Radboud University’s ROBUST AI programme receives additional €25 million in funding
ROBUST, an initiative by the Innovation Center for Artificial Intelligence (ICAI), is supported by the University of Amsterdam and 51 government, industry and knowledge-sector partners including Radboud University and Radboudumc. The programme aims to strengthen the Dutch artificial intelligence (AI) ecosystem by boosting fundamental AI research. ROBUST focuses primarily on the development of trustworthy AI technology for the resolution of socially relevant issues, such as those in healthcare, logistics, media, food and energy. The research sponsor, the Dutch Research Council (NWO) has earmarked 25 million euros for the programme for the next 10 years.
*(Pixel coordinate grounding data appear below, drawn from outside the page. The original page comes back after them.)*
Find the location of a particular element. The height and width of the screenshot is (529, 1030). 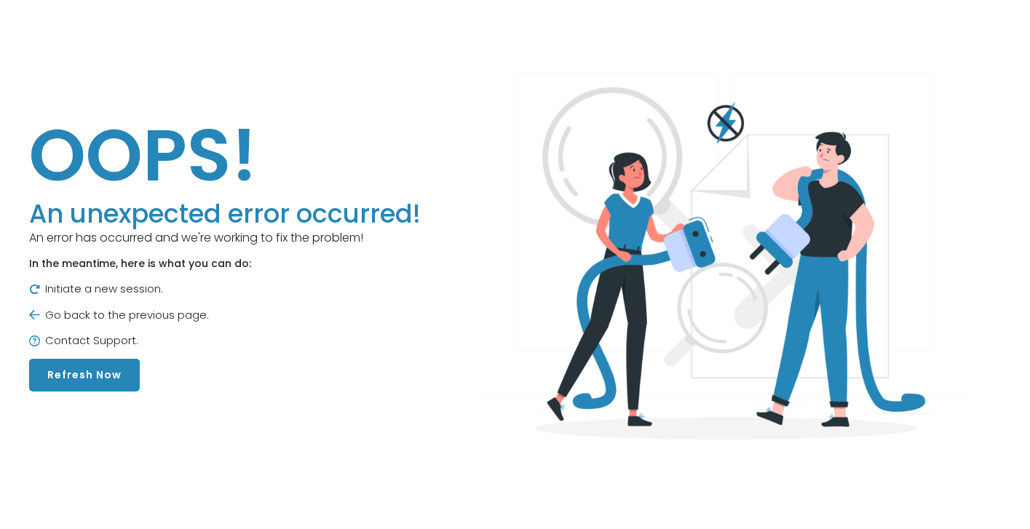

h3: An unexpected error occurred! is located at coordinates (225, 214).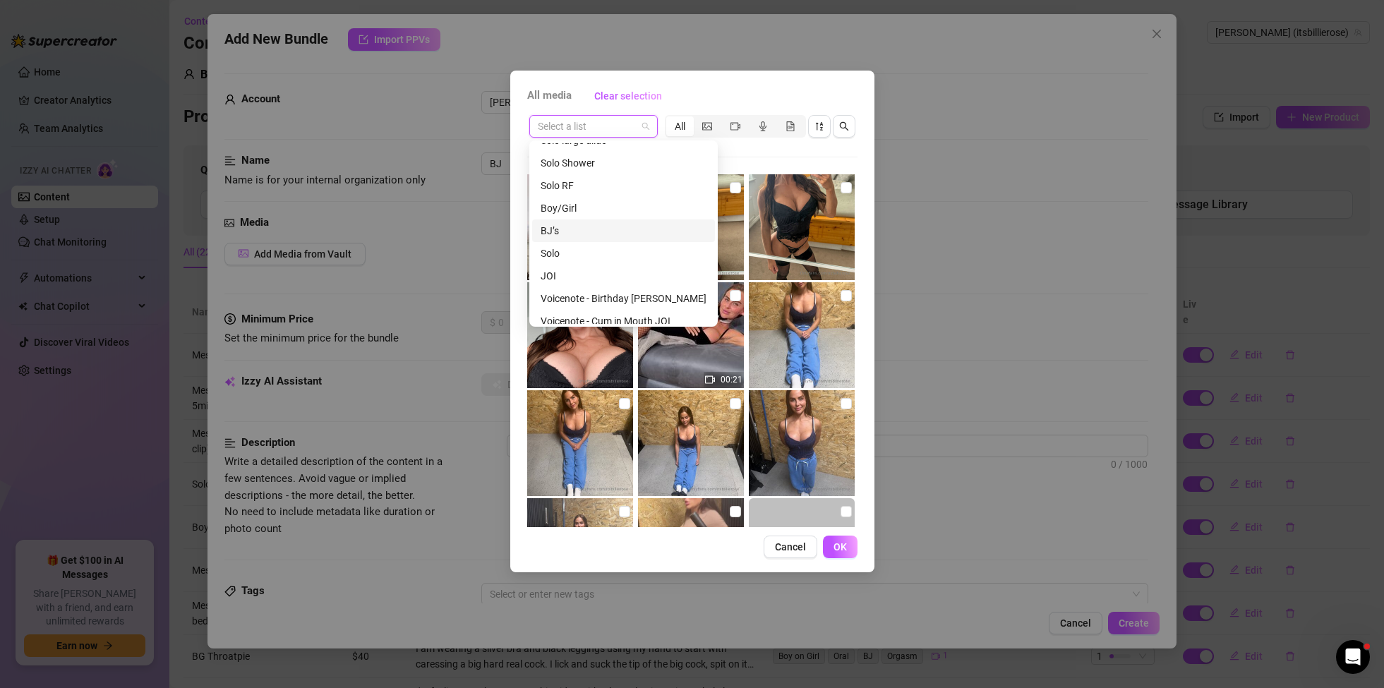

The additional €25 million grant comes from a call by the research council for Long-Term Programmes, which give strong public-private consortia the chance to receive funding for a ten-year period. This as part of the initiative of the Dutch AI Coalition to invest in explainable and trustworthy AI. Next to the research council, companies, knowledge institutes contribute to the programme. The total ROBUST budget amounts to €87.3 million, of which 7.5 million coming from the Ministry of Economics and Climate. The ROBUST programme is complementary to the AiNed programme and will shape the collaboration on dissemination, consolidation and valorisation of the results, as well as retaining talent in the Netherlands. This contributes to the ambitions of the Strategy Digital Economy of the cabinet, to be in the forefront of human-centred AI development and AI applications.
17 new labs
Seventeen new public-private labs will be set up under the ROBUST umbrella and form part of the Innovation Center for Artificial Intelligence (ICAI), thus bringing its lab total to 46. ICAI focuses on AI talent and knowledge development. In the coming year, ROBUST will recruit no fewer than 85 new PhD candidates, followed by another 85 in five years’ time.
Of these labs, seven are led by Radboud University and Radboudumc. Bram van Ginneken, professor of AI, is leading the research at Radboudumc: ‘This project is unique because of its size and long duration of ten years. Thanks to our top research at the Radboudumc, linked to the power of companies, we can build an even stronger AI ecosystem. This is also an excellent opportunity for the four researchers who will be directing the labs with us.’ Radboudumc will be leading four labs.
Marcel van Gerven, professor of AI and head of one of the labs at Radboud University, adds: ‘The AI department of the Donders Institute will work together with ASM Pacific in the ASM ICAI lab, which will be located in the Maria Montessori building of the Faculty of Social Sciences. Our goal is to develop advanced machine learning techniques with applications in semiconductor industry. The focus of the lab is the development of energy-efficient and robust intelligent technology for sustainable process control.’
Human-centred AI for sustainable growth
‘What makes ROBUST unique is that not only will the new labs contribute to economic and technological objectives, they will also aid the United Nations’ sustainable development goals aimed at reducing poverty, inequality, injustice and climate change’, says De Rijke. ‘One important focus of all projects is to optimise reliable AI systems for qualities such as precision, soundness, reproducibility, resilience, transparency and security.’
Just like the other ICAI labs, the ROBUST labs will put the twin-win principle into practice: intensive public-private research partnerships in AI technology that lead to open publications and solutions that have been validated in practice. ‘We test our scientific findings within an industry context. Research and practice thus come together at an earlier stage, allowing for far better validation of the results. This way, research validation doesn’t end in the lab, but also in the outside world.’
Startups, SMEs, and policymakers
‘AI is a systemic technology that touches all aspects of society. That’s why it’s important to ensure that the application of AI technology becomes a widely shared responsibility. ROBUST collaborates with regional civil-social partners throughout the Netherlands, and especially with startups and small to medium-sized enterprises (SMEs).’ The objective is not only to develop knowledge and innovations with ROBUST partners, but also to make them more widely available to other parties within the Dutch ecosystem. New findings and their policy implications will also be shared with national and European policymakers.